Nevis Minister – Hon. Hensley Daniel
Charlestown, Nevis
June 16, 2008
There is a need to change the course of history and to have the society make a difference. That was the view of Minister with responsibility for Social Transformation on Nevis Hon. Hensley Daniel, which he expressed at a ceremony of the Social Development Department on Nevis, to honour a “special breed” of 13 fathers in celebration of Fathers day 2008. The event was held on June 12, 2008 at Ministry of Trade’s conference room in Charlestown.
The Minister referred to the Moyne Commission’s report of 1945 which he explained pointed out that the greatest challenge to family stability was the largest number of men who had children from women in several communities which represented the greatest challenge for social and economic stability in the years ahead.
Sixty two years later, Mr. Daniel said, the report held true today as it was in 1945 when it was commissioned.
“So we need to change the course of history and we need to have our society making a difference. It cannot be that since the Moyne Commission say so in 1945, sixty two years later, let another Commission say the same thing. We have to make a change.
“This community needs fathers who use their influence at the right times for the right reasons, who take a little greater share of the blame and a little smaller share of the credit, who lead themselves successfully before attempting to lead others, who continue to search for the best answer not the familiar one, who add value to their family, who work for the benefit of their children and not for personal gain, who handle themselves with their heads and their children with their hearts, who know the way go the way and show the way, who inspire and motivate rather than intimidate and manipulate, who live with their children to know their problems and live with God in order to solve them, who realise that their dispositions are more important than their position, who mold opinions rather than following opinion polls, who understand that the home is a reflection of their character,” he said.
The Minister contended too, that the community needed fathers who never placed themselves above their children, except when they carried out responsibilities; who would be honest in small things as in great things, who disciplined themselves so that they would not be disciplined by others; who encountered setbacks and turned them into comebacks and who followed a moral compass that pointed in the right direction regardless of the trends.
The Moyne Commission came into being as a result of disturbances in the 1930s in the British Territories in the Caribbean. The British Government appointed the West Indian Royal Commission on 5 August 1938 to investigate and to make recommendations on the social and economic conditions in the various territories. The Commission was led by Lord Moyne (the former Walter Edward Guinness) and among its members was Sir Walter Citrine, General Secretary of the British Trades Union Congress.
Even though the Commission completed its report in 1940, the British Government did not release it to the public until July 1945 after World War II ended.
The Moyne Commission exposed the horrible conditions under which people of the British Caribbean lived. It pointed to the deficiencies in the education system, and economic and social problems of unemployment and juvenile delinquency. It also sharply criticised the poor health conditions and expressed concern over the high infant mortality rate.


> THE PROBLEM
The data that follows must be transcribed in full and exactly, minus the pictures.

(Dataset records on visual material)
..............................
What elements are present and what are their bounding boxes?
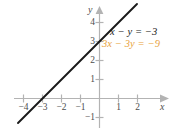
coordinate-plane [0, 0, 178, 138]
graph-figure: x − y = −3 3x − 3y = −9 −4 −3 −2 −1 1 2 … [0, 0, 178, 138]
y-axis-arrowhead [96, 6, 104, 14]
x-axis-arrowhead [160, 95, 169, 103]
plotted-line [18, 4, 137, 123]
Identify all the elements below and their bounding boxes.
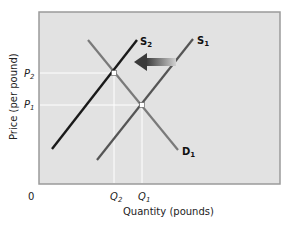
y-tick-p2: P2 — [24, 68, 35, 81]
equilibrium-point-e1 — [140, 103, 145, 108]
plot-area — [39, 12, 280, 184]
origin-label: 0 — [28, 191, 34, 202]
x-axis-title: Quantity (pounds) — [123, 206, 214, 217]
x-tick-q2: Q2 — [110, 191, 123, 204]
equilibrium-point-e2 — [112, 71, 117, 76]
x-tick-q1: Q1 — [138, 191, 150, 204]
y-axis-title: Price (per pound) — [8, 53, 19, 140]
supply-demand-chart: S2 S1 D1 P2 P1 0 Q2 Q1 Quantity (pounds)… — [0, 0, 289, 228]
y-tick-p1: P1 — [24, 99, 35, 112]
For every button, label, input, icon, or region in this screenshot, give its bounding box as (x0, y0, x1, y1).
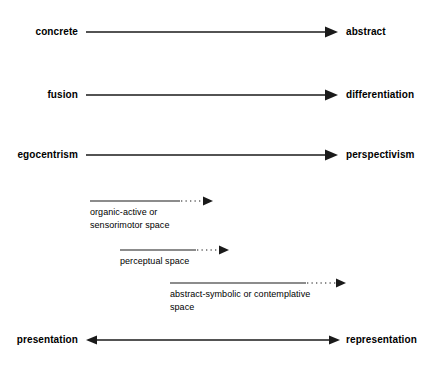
axis-row-fusion-differentiation: fusion differentiation (0, 87, 440, 103)
axis-row-egocentrism-perspectivism: egocentrism perspectivism (0, 147, 440, 163)
axis-row-concrete-abstract: concrete abstract (0, 24, 440, 40)
diagram-canvas: concrete abstract fusion differentiation… (0, 0, 440, 367)
axis-right-label-differentiation: differentiation (346, 87, 414, 103)
space-arrow-organic-active (0, 195, 440, 209)
space-row-organic-active: organic-active or sensorimotor space (0, 195, 440, 235)
axis-row-presentation-representation: presentation representation (0, 332, 440, 348)
space-arrow-perceptual (0, 244, 440, 258)
axis-right-label-representation: representation (346, 332, 417, 348)
axis-right-label-perspectivism: perspectivism (346, 147, 415, 163)
space-caption-perceptual: perceptual space (120, 255, 189, 268)
space-row-abstract-symbolic: abstract-symbolic or contemplative space (0, 277, 440, 317)
axis-right-label-abstract: abstract (346, 24, 386, 40)
space-row-perceptual: perceptual space (0, 244, 440, 272)
space-caption-abstract-symbolic: abstract-symbolic or contemplative space (170, 288, 310, 313)
space-caption-organic-active: organic-active or sensorimotor space (90, 206, 169, 231)
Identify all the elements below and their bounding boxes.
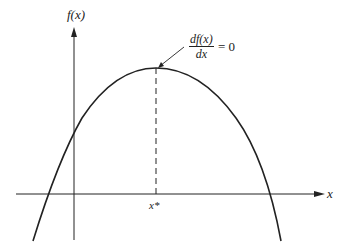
derivative-numerator: df(x) — [189, 33, 214, 47]
annotation-leader-line — [160, 47, 184, 66]
function-curve — [33, 68, 281, 241]
derivative-equals-zero: = 0 — [218, 40, 235, 53]
derivative-denominator: dx — [189, 47, 214, 60]
derivative-fraction: df(x) dx — [189, 33, 214, 60]
diagram-graphics — [0, 0, 350, 251]
x-axis-arrow-icon — [314, 191, 325, 197]
optimum-label: x* — [149, 200, 159, 211]
y-axis-label: f(x) — [67, 8, 85, 21]
annotation-arrow-icon — [158, 62, 164, 68]
y-axis-arrow-icon — [71, 27, 77, 37]
diagram-canvas: f(x) x x* df(x) dx = 0 — [0, 0, 350, 251]
x-axis-label: x — [327, 187, 333, 200]
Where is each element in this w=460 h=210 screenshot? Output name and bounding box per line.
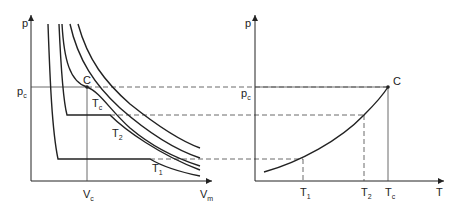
tc-label: Tc	[92, 97, 103, 111]
pv-diagram: p pc C Tc T2 T1 Vc Vm	[17, 15, 388, 202]
left-x-label: Vm	[200, 188, 213, 202]
isotherm-t1	[48, 24, 200, 176]
critical-point-right	[386, 85, 390, 89]
tick-tc: Tc	[385, 186, 396, 200]
tick-t1: T1	[300, 186, 311, 200]
right-c-label: C	[393, 75, 401, 87]
tick-t2: T2	[361, 186, 372, 200]
isotherm-t2	[59, 24, 200, 170]
right-pc-label: pc	[241, 87, 251, 101]
right-x-label: T	[436, 186, 443, 198]
left-pc-label: pc	[17, 85, 27, 99]
t2-label: T2	[112, 127, 123, 141]
right-y-label: p	[245, 17, 251, 29]
left-y-label: p	[22, 17, 28, 29]
isotherm-tc	[62, 24, 200, 166]
pt-diagram: p pc C T1 T2 Tc T	[241, 15, 444, 200]
vc-label: Vc	[83, 188, 94, 202]
phase-diagram: p pc C Tc T2 T1 Vc Vm p pc C T1 T2 Tc T	[0, 0, 460, 210]
isotherm-high-1	[70, 24, 200, 158]
isotherm-high-2	[78, 24, 200, 148]
left-c-label: C	[83, 74, 91, 86]
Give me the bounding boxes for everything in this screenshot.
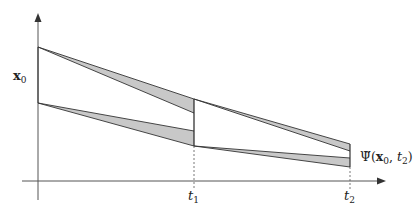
x0-main: x (13, 68, 21, 83)
diagram-canvas (0, 0, 420, 214)
t1-sub: 1 (193, 195, 199, 205)
upper-band-1 (38, 47, 194, 113)
y-axis-arrow-icon (35, 13, 42, 22)
psi-close: ) (408, 149, 413, 164)
x-axis-arrow-icon (377, 178, 386, 185)
lower-band-2 (194, 146, 350, 167)
t2-label: t2 (344, 189, 355, 205)
t2-sub: 2 (349, 195, 355, 205)
t1-label: t1 (188, 189, 199, 205)
psi-sep: , (389, 149, 397, 164)
axes (22, 13, 386, 200)
psi-label: Ψ̃(x0, t2) (360, 151, 413, 166)
lower-band-1 (38, 103, 194, 146)
psi-open: Ψ̃( (360, 149, 376, 164)
y-axis-label-x0: x0 (13, 69, 27, 85)
x0-sub: 0 (21, 75, 27, 85)
upper-band-2 (194, 99, 350, 151)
..............................
> COMPLETED EXERCISE
What elements are present and what are their bounding boxes?
coordinate-plane [0, 0, 178, 138]
graph-figure: x − y = −3 3x − 3y = −9 −4 −3 −2 −1 1 2 … [0, 0, 178, 138]
y-axis-arrowhead [96, 6, 104, 14]
x-axis-arrowhead [160, 95, 169, 103]
plotted-line [18, 4, 137, 123]
Identify all the elements below and their bounding boxes.
y-tick-p2: P2 — [24, 68, 35, 81]
equilibrium-point-e1 — [140, 103, 145, 108]
plot-area — [39, 12, 280, 184]
origin-label: 0 — [28, 191, 34, 202]
x-axis-title: Quantity (pounds) — [123, 206, 214, 217]
x-tick-q2: Q2 — [110, 191, 123, 204]
equilibrium-point-e2 — [112, 71, 117, 76]
x-tick-q1: Q1 — [138, 191, 150, 204]
y-axis-title: Price (per pound) — [8, 53, 19, 140]
supply-demand-chart: S2 S1 D1 P2 P1 0 Q2 Q1 Quantity (pounds)… — [0, 0, 289, 228]
y-tick-p1: P1 — [24, 99, 35, 112]
For every button, label, input, icon, or region in this screenshot, give its bounding box as (x0, y0, x1, y1).
axis-row-fusion-differentiation: fusion differentiation (0, 87, 440, 103)
axis-row-egocentrism-perspectivism: egocentrism perspectivism (0, 147, 440, 163)
axis-row-concrete-abstract: concrete abstract (0, 24, 440, 40)
diagram-canvas: concrete abstract fusion differentiation… (0, 0, 440, 367)
axis-right-label-differentiation: differentiation (346, 87, 414, 103)
space-arrow-organic-active (0, 195, 440, 209)
space-row-organic-active: organic-active or sensorimotor space (0, 195, 440, 235)
axis-row-presentation-representation: presentation representation (0, 332, 440, 348)
space-arrow-perceptual (0, 244, 440, 258)
axis-right-label-representation: representation (346, 332, 417, 348)
axis-right-label-perspectivism: perspectivism (346, 147, 415, 163)
space-caption-perceptual: perceptual space (120, 255, 189, 268)
space-row-abstract-symbolic: abstract-symbolic or contemplative space (0, 277, 440, 317)
axis-right-label-abstract: abstract (346, 24, 386, 40)
space-row-perceptual: perceptual space (0, 244, 440, 272)
space-caption-abstract-symbolic: abstract-symbolic or contemplative space (170, 288, 310, 313)
space-caption-organic-active: organic-active or sensorimotor space (90, 206, 169, 231)
Identify all the elements below and their bounding boxes.
derivative-numerator: df(x) — [189, 33, 214, 47]
annotation-leader-line — [160, 47, 184, 66]
function-curve — [33, 68, 281, 241]
derivative-equals-zero: = 0 — [218, 40, 235, 53]
derivative-denominator: dx — [189, 47, 214, 60]
derivative-fraction: df(x) dx — [189, 33, 214, 60]
diagram-graphics — [0, 0, 350, 251]
x-axis-arrow-icon — [314, 191, 325, 197]
optimum-label: x* — [149, 200, 159, 211]
y-axis-label: f(x) — [67, 8, 85, 21]
annotation-arrow-icon — [158, 62, 164, 68]
y-axis-arrow-icon — [71, 27, 77, 37]
diagram-canvas: f(x) x x* df(x) dx = 0 — [0, 0, 350, 251]
x-axis-label: x — [327, 187, 333, 200]
Where is each element in this w=460 h=210 screenshot? Output name and bounding box per line.
tc-label: Tc	[92, 97, 103, 111]
pv-diagram: p pc C Tc T2 T1 Vc Vm	[17, 15, 388, 202]
left-x-label: Vm	[200, 188, 213, 202]
isotherm-t1	[48, 24, 200, 176]
critical-point-right	[386, 85, 390, 89]
tick-tc: Tc	[385, 186, 396, 200]
tick-t1: T1	[300, 186, 311, 200]
right-c-label: C	[393, 75, 401, 87]
tick-t2: T2	[361, 186, 372, 200]
isotherm-t2	[59, 24, 200, 170]
right-pc-label: pc	[241, 87, 251, 101]
right-x-label: T	[436, 186, 443, 198]
left-pc-label: pc	[17, 85, 27, 99]
t2-label: T2	[112, 127, 123, 141]
right-y-label: p	[245, 17, 251, 29]
left-y-label: p	[22, 17, 28, 29]
isotherm-tc	[62, 24, 200, 166]
pt-diagram: p pc C T1 T2 Tc T	[241, 15, 444, 200]
vc-label: Vc	[83, 188, 94, 202]
phase-diagram: p pc C Tc T2 T1 Vc Vm p pc C T1 T2 Tc T	[0, 0, 460, 210]
isotherm-high-1	[70, 24, 200, 158]
isotherm-high-2	[78, 24, 200, 148]
left-c-label: C	[83, 74, 91, 86]
Give me the bounding boxes for everything in this screenshot.
x0-main: x (13, 68, 21, 83)
diagram-canvas (0, 0, 420, 214)
t1-sub: 1 (193, 195, 199, 205)
upper-band-1 (38, 47, 194, 113)
y-axis-arrow-icon (35, 13, 42, 22)
psi-close: ) (408, 149, 413, 164)
x-axis-arrow-icon (377, 178, 386, 185)
lower-band-2 (194, 146, 350, 167)
t2-label: t2 (344, 189, 355, 205)
t2-sub: 2 (349, 195, 355, 205)
t1-label: t1 (188, 189, 199, 205)
psi-sep: , (389, 149, 397, 164)
axes (22, 13, 386, 200)
psi-label: Ψ̃(x0, t2) (360, 151, 413, 166)
lower-band-1 (38, 103, 194, 146)
psi-open: Ψ̃( (360, 149, 376, 164)
y-axis-label-x0: x0 (13, 69, 27, 85)
x0-sub: 0 (21, 75, 27, 85)
upper-band-2 (194, 99, 350, 151)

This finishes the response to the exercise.